(A version of this review was published, in German, in the Swiss comics journal STRAPAZIN.)
Chris Gooch’s Under-Earth may not have been the best graphic novel published during the Global Pandemic (what would your nomination be?), but for my money it was a nearly perfect graphic novel for reading during the pandemic. As a tale set in a massive underground prison city where the only visible star is “rumoured to be a hole 600 meters up, just big enough to let in a glimmer of natural light … with no other purpose than to torment the populace,” Under-Earth embraces the reader in feelings of numbness, despair, anxiety, and even hope, in ways that resonated with so many of the ambivalent feelings we’ve all had over the last year.
Clocking in at nearly 600 pages, this book is a true graphic novel, though it actually reads more like a treatment for a film, and I mean that in a good way: I’d love to see what Tarkovsky or Kubrick could do with this source material. That said, Under-Earth works just beautifully as a comic book. Imagine Sammy Harkham, Gary Panter, and Katsuhiro Otomo sitting down to create a dystopian graphic novel and it might look something like Under-Earth. Though Gooch brings a particular degree of resolute empathy and hopefulness not seen often in those other cartoonists. Based on this book and his two prior (Bottled and Deep Breaths, neither of which is anything like Under-Earth), this young Australian is a talent to watch closely.
The story here is straightforward: a pair of female thieves (Ele and Zoe) and a mismatched pair of male prisoners living on the margins (Malcolm and Reece) struggle to survive in and take advantage of an oppressive and dehumanizing system that is definitively stacked against them. This simple story is deftly told via a series of interwoven parallel narratives and clever use of jump cuts and shifts in perspective, rendered in as engaging and skillful a drawing style as my Harkham-Panter-Otomo nod above suggests. The storytelling pulls the reader along quickly like the best Manga (many Western cartoonists in their 20’s seem to have internalized the grammar and syntax of Manga in an exciting and unselfconscious way) and the mostly monochromatic coloring (yellow, red, deep purple) powerfully conveys action, mood, and emotion.
While the main selling point of Under-Earth would seem to be its nightmare prison narrative (“Will they survive? Can they escape? What exists in the world outside this subterranean hell?”), what makes the book so special is its characterization. While the four main characters start off as “types”—the sullen loner; the nervous weakling; the tougher-than-you think ingénue; the surprisingly sentimental tough girl—we come to know each character relatively intimately, and at times their decisions and reactions surprise us. I read Under-Earth in one sitting, captivated by the plot; I read it again over the course of the next day, and the second time I came away with a real appreciation for Gooch’s storytelling skill and subtle sensitivity in character portrayal. I can’t wait to see what he does next.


- [PROBLEM DESCRIPTION]
The listing below must be duplicated in full, with nothing altered.

- [EXTRACTED ENTRIES]
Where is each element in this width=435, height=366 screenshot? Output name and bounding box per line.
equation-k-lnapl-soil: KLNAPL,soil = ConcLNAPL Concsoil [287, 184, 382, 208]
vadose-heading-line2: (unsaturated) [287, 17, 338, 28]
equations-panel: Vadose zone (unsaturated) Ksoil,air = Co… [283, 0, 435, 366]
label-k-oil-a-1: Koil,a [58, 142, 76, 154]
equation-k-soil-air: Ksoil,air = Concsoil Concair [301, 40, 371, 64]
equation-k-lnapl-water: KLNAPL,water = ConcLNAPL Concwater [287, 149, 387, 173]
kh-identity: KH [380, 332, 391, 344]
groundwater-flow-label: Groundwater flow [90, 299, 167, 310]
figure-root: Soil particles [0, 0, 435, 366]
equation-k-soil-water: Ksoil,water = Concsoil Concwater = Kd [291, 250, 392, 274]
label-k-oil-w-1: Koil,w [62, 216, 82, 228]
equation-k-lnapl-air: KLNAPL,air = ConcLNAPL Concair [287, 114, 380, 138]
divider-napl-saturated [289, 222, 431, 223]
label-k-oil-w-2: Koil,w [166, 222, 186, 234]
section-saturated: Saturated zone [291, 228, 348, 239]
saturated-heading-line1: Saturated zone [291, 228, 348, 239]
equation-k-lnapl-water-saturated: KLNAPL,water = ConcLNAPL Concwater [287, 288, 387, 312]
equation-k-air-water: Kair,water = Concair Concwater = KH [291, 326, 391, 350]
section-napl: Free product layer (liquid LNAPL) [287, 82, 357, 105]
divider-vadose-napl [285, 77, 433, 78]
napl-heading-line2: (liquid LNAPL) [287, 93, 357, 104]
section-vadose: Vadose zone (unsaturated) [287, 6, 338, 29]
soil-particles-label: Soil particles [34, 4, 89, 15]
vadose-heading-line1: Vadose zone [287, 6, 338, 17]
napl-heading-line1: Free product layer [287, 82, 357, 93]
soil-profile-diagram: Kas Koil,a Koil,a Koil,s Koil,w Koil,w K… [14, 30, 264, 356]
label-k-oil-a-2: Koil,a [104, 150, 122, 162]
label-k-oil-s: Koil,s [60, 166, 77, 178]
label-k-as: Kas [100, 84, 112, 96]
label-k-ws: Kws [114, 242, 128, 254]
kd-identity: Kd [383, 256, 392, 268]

- [PROBLEM SOLUTION]
Where is each element in this width=435, height=366 screenshot? Output name and bounding box per line.
equation-k-lnapl-soil: KLNAPL,soil = ConcLNAPL Concsoil [287, 184, 382, 208]
vadose-heading-line2: (unsaturated) [287, 17, 338, 28]
equations-panel: Vadose zone (unsaturated) Ksoil,air = Co… [283, 0, 435, 366]
label-k-oil-a-1: Koil,a [58, 142, 76, 154]
equation-k-soil-air: Ksoil,air = Concsoil Concair [301, 40, 371, 64]
equation-k-lnapl-water: KLNAPL,water = ConcLNAPL Concwater [287, 149, 387, 173]
kh-identity: KH [380, 332, 391, 344]
groundwater-flow-label: Groundwater flow [90, 299, 167, 310]
figure-root: Soil particles [0, 0, 435, 366]
equation-k-soil-water: Ksoil,water = Concsoil Concwater = Kd [291, 250, 392, 274]
label-k-oil-w-1: Koil,w [62, 216, 82, 228]
equation-k-lnapl-air: KLNAPL,air = ConcLNAPL Concair [287, 114, 380, 138]
divider-napl-saturated [289, 222, 431, 223]
label-k-oil-w-2: Koil,w [166, 222, 186, 234]
section-saturated: Saturated zone [291, 228, 348, 239]
saturated-heading-line1: Saturated zone [291, 228, 348, 239]
equation-k-lnapl-water-saturated: KLNAPL,water = ConcLNAPL Concwater [287, 288, 387, 312]
equation-k-air-water: Kair,water = Concair Concwater = KH [291, 326, 391, 350]
section-napl: Free product layer (liquid LNAPL) [287, 82, 357, 105]
divider-vadose-napl [285, 77, 433, 78]
napl-heading-line2: (liquid LNAPL) [287, 93, 357, 104]
section-vadose: Vadose zone (unsaturated) [287, 6, 338, 29]
soil-particles-label: Soil particles [34, 4, 89, 15]
vadose-heading-line1: Vadose zone [287, 6, 338, 17]
napl-heading-line1: Free product layer [287, 82, 357, 93]
soil-profile-diagram: Kas Koil,a Koil,a Koil,s Koil,w Koil,w K… [14, 30, 264, 356]
label-k-oil-a-2: Koil,a [104, 150, 122, 162]
label-k-oil-s: Koil,s [60, 166, 77, 178]
label-k-as: Kas [100, 84, 112, 96]
label-k-ws: Kws [114, 242, 128, 254]
kd-identity: Kd [383, 256, 392, 268]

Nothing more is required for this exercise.